Doris Lessing, the Nobel Laureate (1919-2007), a British novelist, poet, a writer of epic scope, playwright, librettist, biographer and short story writer. She was the “most fearless woman novelist in the world, unabashed ex-communist and uncompromising feminist”. Doris has earned the great reputation as a distinguished and outstanding writer. She raised local and private problems of England in post-war period with emphasis on man-woman relationship, feminist movement, welfare state, socio-economic and political ethos, population explosion, terrorism and social conflicts in her novels.


2021 ◽  
Vol 40 (64) ◽  
pp. 37
Author(s):  
Claudia Barbieri

Resumo: Gervásio Lobato (1845-1895) foi um proeminente dramaturgo português, além de romancista, contista, tradutor e jornalista.
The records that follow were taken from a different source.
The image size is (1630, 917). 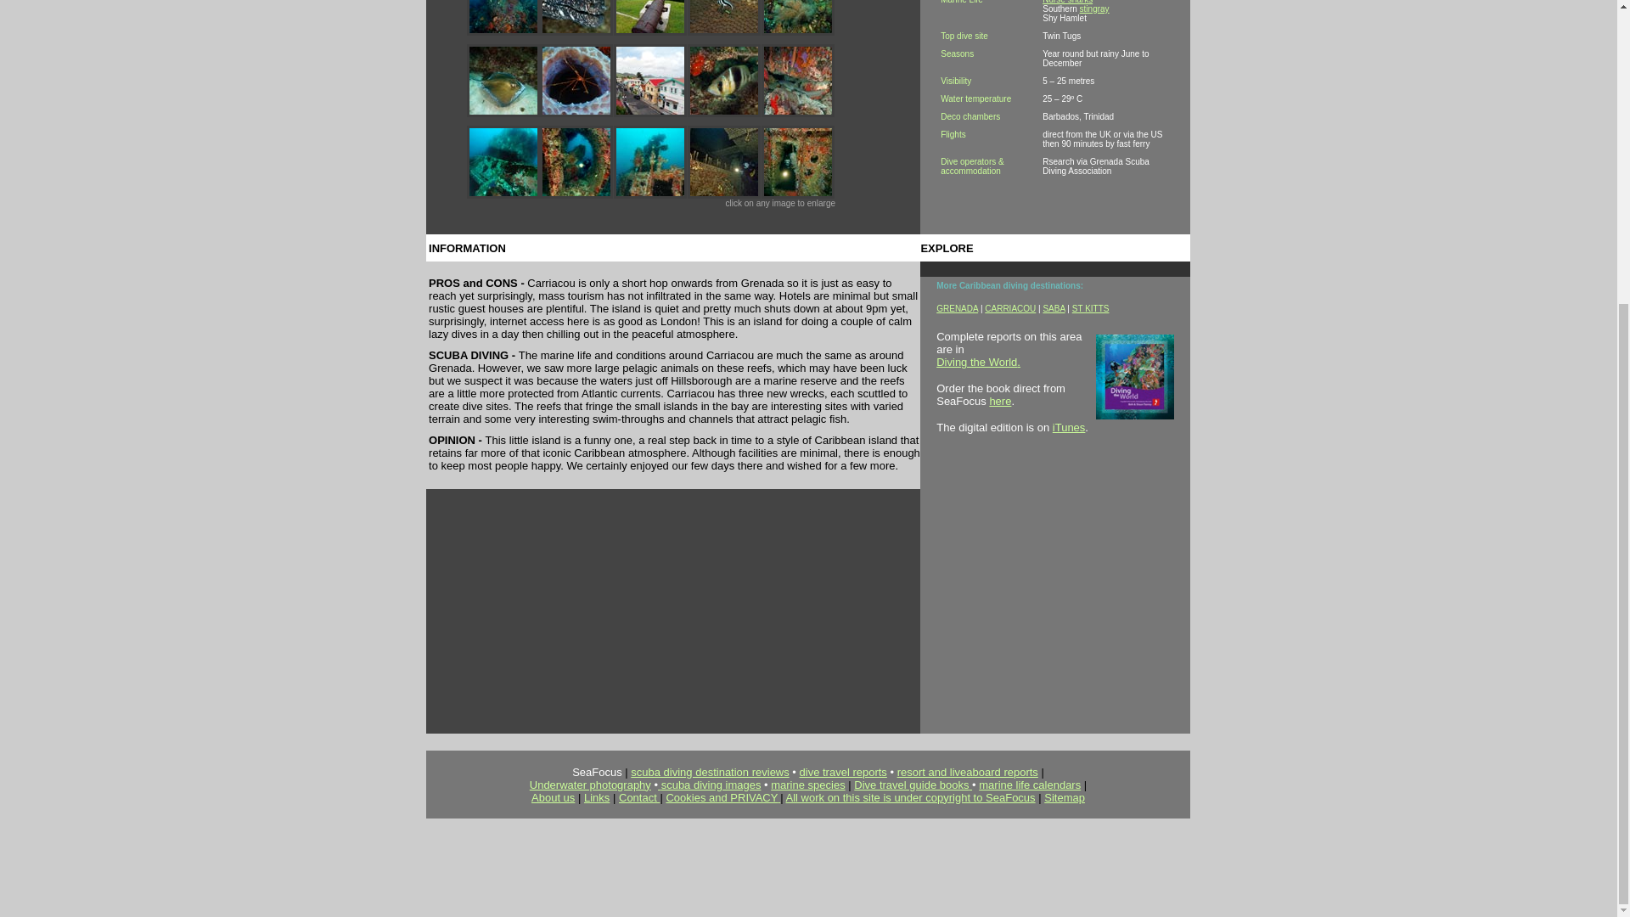 What do you see at coordinates (650, 112) in the screenshot?
I see `Hillsborough: carriacou08` at bounding box center [650, 112].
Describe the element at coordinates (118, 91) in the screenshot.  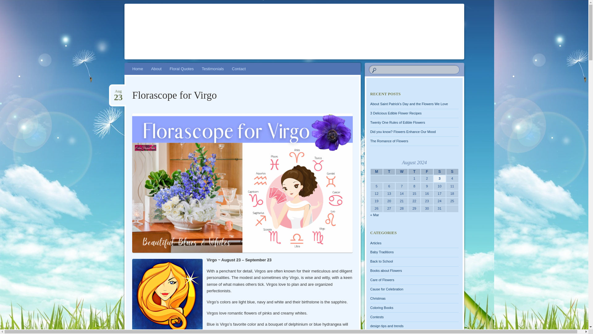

Há, contudo, dissonâncias entre a expressiva recepção crítica que sua obra teatral recebeu enquanto o escritor ainda era vivo e o subsequente apagamento de seu nome e de sua dramaturgia nos volumes de história do teatro português publicados a partir de 1960. O artigo tem por objetivos formular algumas hipóteses para explicar este descompasso entre recepção e crítica, além de discorrer sobre a organização do espólio do escritor, pertencente ao Museu Nacional do Teatro e da Dança, em Lisboa. A dificuldade de acesso aos arquivos, a ausência de reedições das peças, a variedade de suportes são alguns entraves que podem ser elencados e que precisam ser resolvidos ao longo do processo de resgate do teatro gervasiano.Palavras-chave: Gervásio Lobato; teatro português; organização de espólio.Abstract: Gervásio Lobato (1845-1895) was a prominent Portuguese playwright, as well as a novelist, short story writer, translator and journalist. There are, however, dissonances between the expressive critical reception that his theatrical work received while the writer was still alive and the subsequent erasure of his name and dramaturgy in the volumes of Portuguese theater history published since 1960. The article aims to formulate some hypotheses to explain this mismatch between reception and criticism, in addition to discussing the organization of the writer’s estate, belonging to the Museum of Theater and Dance, in Lisbon. The difficulty of accessing the archives, the absence of reissues of the plays, the variety of supports are some obstacles that can be listed and that need to be resolved throughout the process of rescuing the Gervasian theater.Keywords: Gervásio Lobato; Portuguese theater; theatrical collection organization.